I use the same app on my phone to setup the proper channel spacing on every router and band. The radio spectrum in my place is clear; I'm the only one using it.
I use the 2.4GHz band, 802.11N, disable legacy 'b' rates and force the 40MHz channel size. The main AP (RouterA) is on ch1, the extender (RouterB) is on ch11.
It wasn't a radio problem; it's more likely to have been some kind of l2 problem, I didn't enable STP but I had no circular network / double links. The problem is I changed that setup to try different solutions and haven't been able to go back and test it further.
Where's the WDS backhaul? If the "WDS client" is connecting to RouterA then it can't be on a different channel than RouterA. If you're doing the backhaul on 5GHz what's that spectrum look like? Can you show some sort of configs. Basically it's impossible to really help you unless you show us some specific and technical information about what you tried.
RouterB have 2 radios. Radio1 is sta to RouterA (same channel, ch1); Radio2 is the second AP (different channel, ch11). There's no frequency overlapping.
RouterA: eth1.2 + wlan0 in WDS AP mode on channel 1
RouterB: one radio in AP mode on Channel 11, a second 2.4GHz radio on WDS client mode on channel 1
You connect to RouterB on channel 11, and get a proper connection with DHCP and all that but "only 500kbps" which you still haven't explained how you measured that.
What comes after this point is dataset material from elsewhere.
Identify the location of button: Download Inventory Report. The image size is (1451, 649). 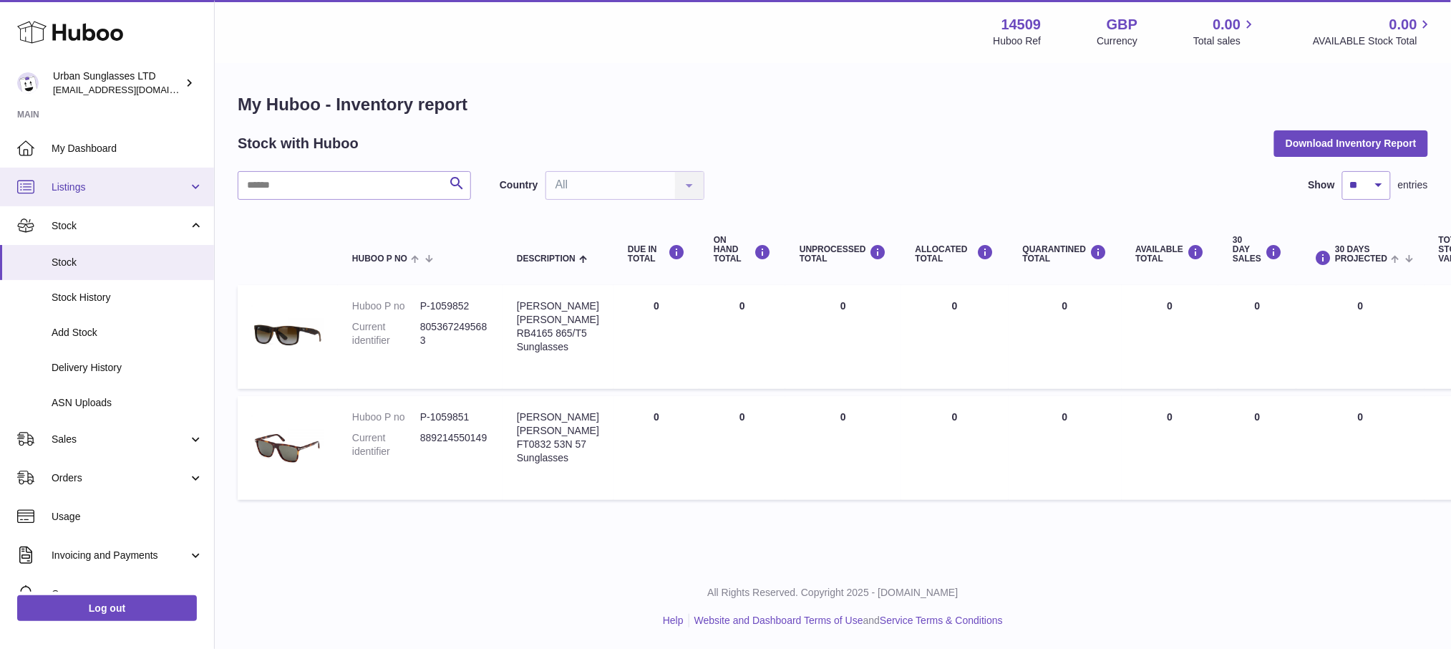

Can you give some details of your measurement? Was it just running a speedtest on a website? Were speeds the same symmetrically for up and download?
Then you say
But you're using 1 and 11 which overlap in the region of channel 6 when both using 40MHz channel widths. So the router B has two radios which are interfering with each other.
I would strongly recommend to try things out without forcing 40MHz channels. in north america you should never use 40MHz channels on 2.4GHz it's just an interference disaster. In other parts of the world you can use channel 1 and 13 to do two nonoverlapping 40MHz channels so it becomes somewhat viable.
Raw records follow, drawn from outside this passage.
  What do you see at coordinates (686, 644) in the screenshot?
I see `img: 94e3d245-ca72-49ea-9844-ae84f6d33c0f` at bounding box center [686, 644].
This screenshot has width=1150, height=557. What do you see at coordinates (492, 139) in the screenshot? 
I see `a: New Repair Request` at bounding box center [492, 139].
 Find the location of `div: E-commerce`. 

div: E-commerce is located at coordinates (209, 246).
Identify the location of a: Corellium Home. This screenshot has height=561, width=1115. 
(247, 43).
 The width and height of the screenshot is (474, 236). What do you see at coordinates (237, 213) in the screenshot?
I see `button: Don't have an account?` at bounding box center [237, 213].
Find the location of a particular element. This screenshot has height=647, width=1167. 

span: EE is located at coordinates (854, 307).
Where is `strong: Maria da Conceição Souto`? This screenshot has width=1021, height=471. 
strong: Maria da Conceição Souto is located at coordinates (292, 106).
No buddy, they are not interfering. As I wrote: the radio spectrum is clear and I'm spacing correctly. I wrote ch11 to not give information about my location but indeed I usually configure DFS to be in JP, so I can use ch14 which is a few MHz far from ch13 (not contiguous in band).
And I force the use of 40MHz in order to keep the channel width at 40Mhz even on edge channels.
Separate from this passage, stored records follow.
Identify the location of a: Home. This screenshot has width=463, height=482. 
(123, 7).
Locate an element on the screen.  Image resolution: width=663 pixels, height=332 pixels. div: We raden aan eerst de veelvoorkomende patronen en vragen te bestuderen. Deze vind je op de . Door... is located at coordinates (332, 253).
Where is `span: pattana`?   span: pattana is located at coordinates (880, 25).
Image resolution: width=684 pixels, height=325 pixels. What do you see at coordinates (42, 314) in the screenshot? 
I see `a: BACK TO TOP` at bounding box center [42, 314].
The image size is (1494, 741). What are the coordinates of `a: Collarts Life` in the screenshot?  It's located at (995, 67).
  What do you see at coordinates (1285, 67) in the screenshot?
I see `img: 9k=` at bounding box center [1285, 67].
Give up the radio issues... it's a logic problem in the tcp/ip protocol stack.
ok, so you're lying to us about what you're doing, and then you're askingn for help, but providing no actual details. I guess someone else will have to help you.
I haven't been able to use trelay for joining client and ap devices. Without any macaddr option to clone the other interface, a few icmp echo request/reply work then stops working. With mac cloning nothing works.
So I reset both devices and went back to WDS:
RouterA(AP-WDS on ch1) <-> RouterB(STA-WDS on ch1 + AP on ch11) <-> station
STA-WDS and AP on RouterB are bridged.
Performance are strange. I use iperf3 on the named devices:
RouterA - RouterB: 70 Mbits, it is kind of ok given the radio specs and the distance.
RouterB - station: 20 Mbits, this is strange as the station is very close to the radio.
RouterA - station: 10 to 0.5 Mbits, looks broken.
Switching to 20MHz channels, changing channels, enabling/disabling STP, doesn't change anything. The CPU isn't maxed, plenty idle time.